This page assumes nothing. If you have never seen a set, an arrow, or a star before, start here and every symbol used in the parent topic will be earned before it appears.
The left bucket holds finished letters — things like (, ), a, +. Once one of these is placed, it never changes again. Call these terminals.
The right bucket holds placeholders — labels like S, E, T. A placeholder is a promise: "something will go here later, but not yet." Call these variables (or non-terminals).
Every idea below is about the rules for turning right-bucket tokens into left-bucket tokens.
Why the topic needs it. The parent writes A∈V and S∈V. These are just saying "A is one of the placeholder tokens" and "S is one of them too." No membership symbol, no way to say which tokens are legal.
The symbol ∅ means the empty set — a bag with nothing inside.
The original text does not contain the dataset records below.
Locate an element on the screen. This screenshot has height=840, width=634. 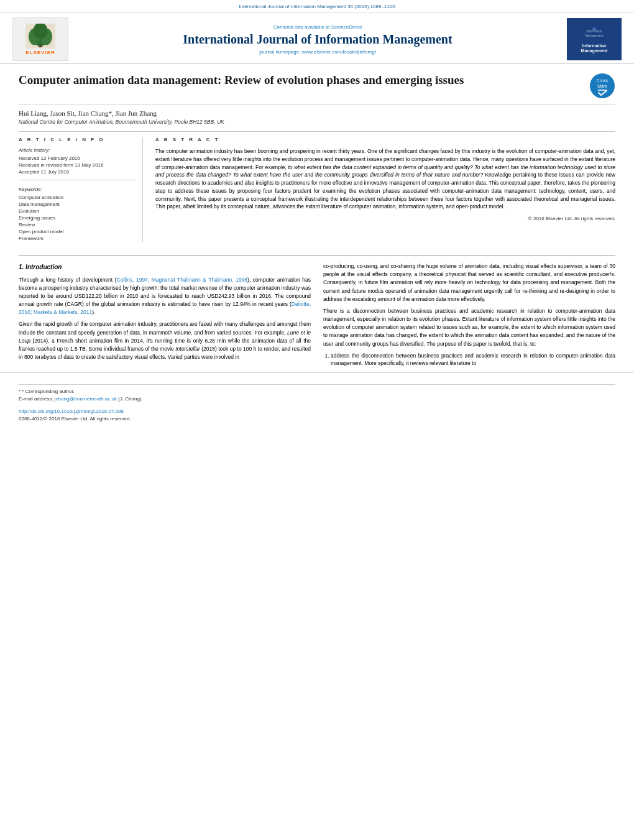
homepage-link: www.elsevier.com/locate/ijinfomgt is located at coordinates (339, 52).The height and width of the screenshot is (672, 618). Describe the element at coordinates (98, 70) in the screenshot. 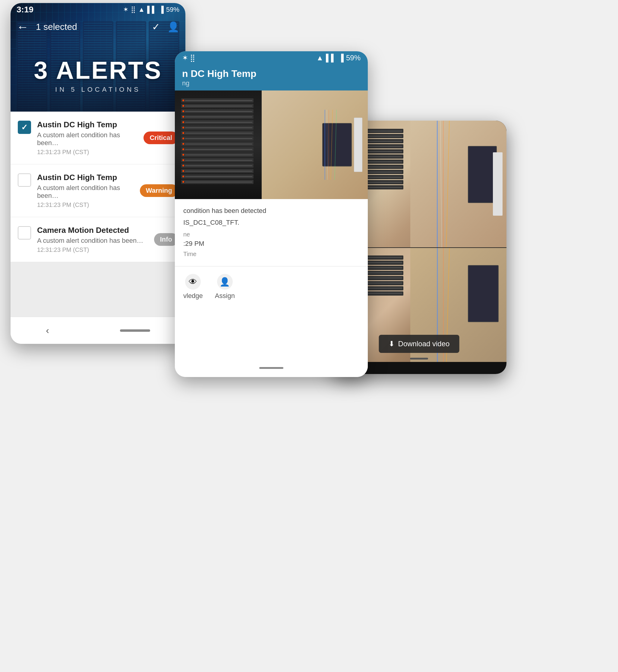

The parent's rule V∩Σ=∅ (the two buckets share no token) uses it.
Why Σ and not just "letters"? We need a named, finite collection so a rule can say "your finished string may only use these characters." For matched parentheses, Σ={(,)} and nothing else.
Why this tool and not just "a string"? The parent needs to talk about every possible finished string at once — the language L(G) is a subset of Σ∗. The star is the compact way to say "all strings over this alphabet, any length." We could not write L(G)={w∈Σ∗∣…} without it.
The mixed version (V∪Σ)∗ (used in the definition of a production) means "all strings you can build from placeholders AND letters mixed together" — because a half-finished line like ((S)S) contains both.
Why the topic needs it. The grammar S→(S)S∣ε relies on ε to end the recursion — without a rule that makes a placeholder disappear, you could never finish a string.
Why two different arrows?→ is a rule that exists in your rulebook R. ⇒ is an act of using one rule right now on your current line. One is potential, the other is an event.
Why the topic needs it. The language is L(G)={w∈Σ∗∣S⇒∗w}: "all finished strings w you can reach from the start placeholder S by any number of swaps." Without ⇒∗ you could only speak of one swap at a time and never define the full language.
Why the topic needs it. A derivation is a list of steps; a parse tree keeps only who-is-whose-child, discarding the order. You cannot understand "structure vs. order" or "ambiguity = two trees" without the tree picture first.
This map feeds directly into the parent CFG topic. It also connects forward to Pushdown automata (the machine that recognises what CFGs generate), Chomsky hierarchy (where CFGs sit), and Compilers — parsing (where parse trees get used). Contrast with Regular expressions and DFAs — the weaker tools that cannot count nesting.